Redditors who got divorced within a year of their wedding: what happened? Why did you go through with the wedding in the first place?

Throwaway. Very people in my life now know this story.

First serious GF after high school, go to school in different cities we're each other's "first." After a year and a half, it's over. She met a doctor, thought me cheating, etc. I quit school, move back home.

Guy friends see I'm bummed, so they cheer me up with a party. And there's a girl from high school there (we were all graduated, so it was cool) with legs up to her armpits, skirt barely covering anything, and she can't get enough of me (turns out she wanted me bad all these years but I didn't know because we ran with different crowds). We're later making out in the hottub at the party. Dated a week. A week later, we're engaged; another week later, we're married. This was January.

March we're divorcing. We worked different shifts, and applied to work at same place. She was hired, I wasn't, and she immediately was cheating on me with the manager. Turns out she had serious emotional and sex abuse as a teenager, and seriously screwed up her ideas of relationships, made her engage in self-destructive behaviors, etc. I remember we're in her parent's house kitchen, she drops it all on me, and I go to get my coat and leave. She stops me and says, "I feel like I'm doing something bad, but I it makes me feel good too." I shake my head, and leave forever. Can't annul because it's all been consummated, but since we owned nothing, divorce itself a snap.

I went back to a different school to finish my degree, then law school, moved to a different state, then successful career, now married to a wonderful woman, with two great kids, and it's only getting better. She went on to marry the manager (20 years older than her), moved to Idaho or something, and still working for the company that hired her.

I knew it was stupid as I was doing it, but I wasn't thinking clearly. Still in rebound mode from GF before her. I was a totally different person then, insecure and afraid. The entire experience taught me I can be "devastated," and make it and thrive again, made me totally secure in myself, understand relationships better, and not be judgmental and be more compassionate with people in tough situations. I now have a marriage I chose freely, and I wouldn't have had it if I hadn't had the screwed-up one.

Thing is: Very few people know about it. I've carefully concealed it from everyone after it was done. My college and law school friends, my wife, her parents, nobody knows. It's like everything about my life before 1990 doesn't exist. My sister is tight with my wife, but she is sworn to secrecy (we had a long talk before I married the second time, and agreed the first one must never be discussed). Mom and Dad also never told, and took the secret to their graves. And I will too.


TO DO
Wherever the string "JSON" shows up in the material below, copy that line.
------------
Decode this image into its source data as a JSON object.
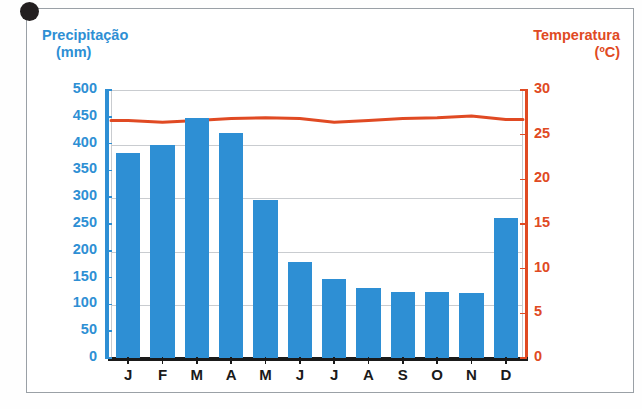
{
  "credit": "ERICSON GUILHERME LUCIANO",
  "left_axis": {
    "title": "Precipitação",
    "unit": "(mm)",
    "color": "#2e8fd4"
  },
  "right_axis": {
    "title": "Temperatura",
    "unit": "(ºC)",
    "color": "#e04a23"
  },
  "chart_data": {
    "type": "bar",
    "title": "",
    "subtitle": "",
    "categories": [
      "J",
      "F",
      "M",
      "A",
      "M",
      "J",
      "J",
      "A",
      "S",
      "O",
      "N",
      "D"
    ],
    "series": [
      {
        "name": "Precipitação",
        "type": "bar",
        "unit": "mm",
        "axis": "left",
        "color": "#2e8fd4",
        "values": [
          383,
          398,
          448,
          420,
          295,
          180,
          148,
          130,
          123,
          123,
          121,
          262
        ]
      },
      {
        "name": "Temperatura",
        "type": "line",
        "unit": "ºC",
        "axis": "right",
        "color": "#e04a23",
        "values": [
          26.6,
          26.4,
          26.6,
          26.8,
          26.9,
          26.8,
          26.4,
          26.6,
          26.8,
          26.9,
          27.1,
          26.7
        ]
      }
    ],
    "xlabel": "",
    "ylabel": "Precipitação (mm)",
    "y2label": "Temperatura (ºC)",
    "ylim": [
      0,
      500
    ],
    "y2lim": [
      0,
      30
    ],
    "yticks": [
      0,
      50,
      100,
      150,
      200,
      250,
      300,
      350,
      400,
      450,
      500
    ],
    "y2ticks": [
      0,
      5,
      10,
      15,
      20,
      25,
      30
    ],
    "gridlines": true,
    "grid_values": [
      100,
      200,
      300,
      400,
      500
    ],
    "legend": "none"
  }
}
------------
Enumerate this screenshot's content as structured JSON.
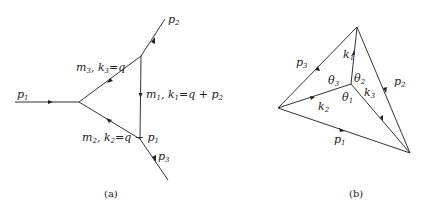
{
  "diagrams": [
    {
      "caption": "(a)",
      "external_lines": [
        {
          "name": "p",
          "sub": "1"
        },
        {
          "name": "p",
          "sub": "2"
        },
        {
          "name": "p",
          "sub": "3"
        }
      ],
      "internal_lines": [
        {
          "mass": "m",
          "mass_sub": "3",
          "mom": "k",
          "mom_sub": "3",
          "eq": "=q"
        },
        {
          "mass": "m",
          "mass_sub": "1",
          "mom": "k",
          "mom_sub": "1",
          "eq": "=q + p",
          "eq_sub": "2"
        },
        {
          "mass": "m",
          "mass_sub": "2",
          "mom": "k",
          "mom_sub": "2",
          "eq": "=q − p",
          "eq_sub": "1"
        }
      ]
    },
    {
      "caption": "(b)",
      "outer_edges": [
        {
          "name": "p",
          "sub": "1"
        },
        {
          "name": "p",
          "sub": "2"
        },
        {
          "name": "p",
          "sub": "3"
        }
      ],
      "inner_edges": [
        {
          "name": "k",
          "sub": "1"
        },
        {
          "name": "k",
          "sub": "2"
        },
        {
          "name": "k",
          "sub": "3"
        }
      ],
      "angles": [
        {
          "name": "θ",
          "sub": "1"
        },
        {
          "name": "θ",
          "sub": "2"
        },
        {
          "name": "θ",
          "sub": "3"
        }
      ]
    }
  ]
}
------------
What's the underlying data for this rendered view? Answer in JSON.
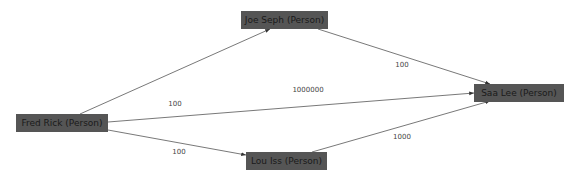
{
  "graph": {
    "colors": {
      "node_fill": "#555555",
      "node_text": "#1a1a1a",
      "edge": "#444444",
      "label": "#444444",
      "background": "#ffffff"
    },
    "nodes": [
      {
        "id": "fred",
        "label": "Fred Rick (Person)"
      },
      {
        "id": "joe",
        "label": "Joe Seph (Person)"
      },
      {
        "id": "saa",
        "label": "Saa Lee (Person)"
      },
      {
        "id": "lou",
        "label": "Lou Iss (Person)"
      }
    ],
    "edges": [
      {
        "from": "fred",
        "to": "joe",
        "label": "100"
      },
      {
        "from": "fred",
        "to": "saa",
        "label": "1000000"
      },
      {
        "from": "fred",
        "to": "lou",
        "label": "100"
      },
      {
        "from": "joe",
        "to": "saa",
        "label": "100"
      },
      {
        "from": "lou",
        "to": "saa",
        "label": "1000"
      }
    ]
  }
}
------------
OUTPUT
Decode this image into its source data as a JSON object.
Enumerate this screenshot's content as structured JSON.
What's the underlying data for this rendered view? Answer in JSON.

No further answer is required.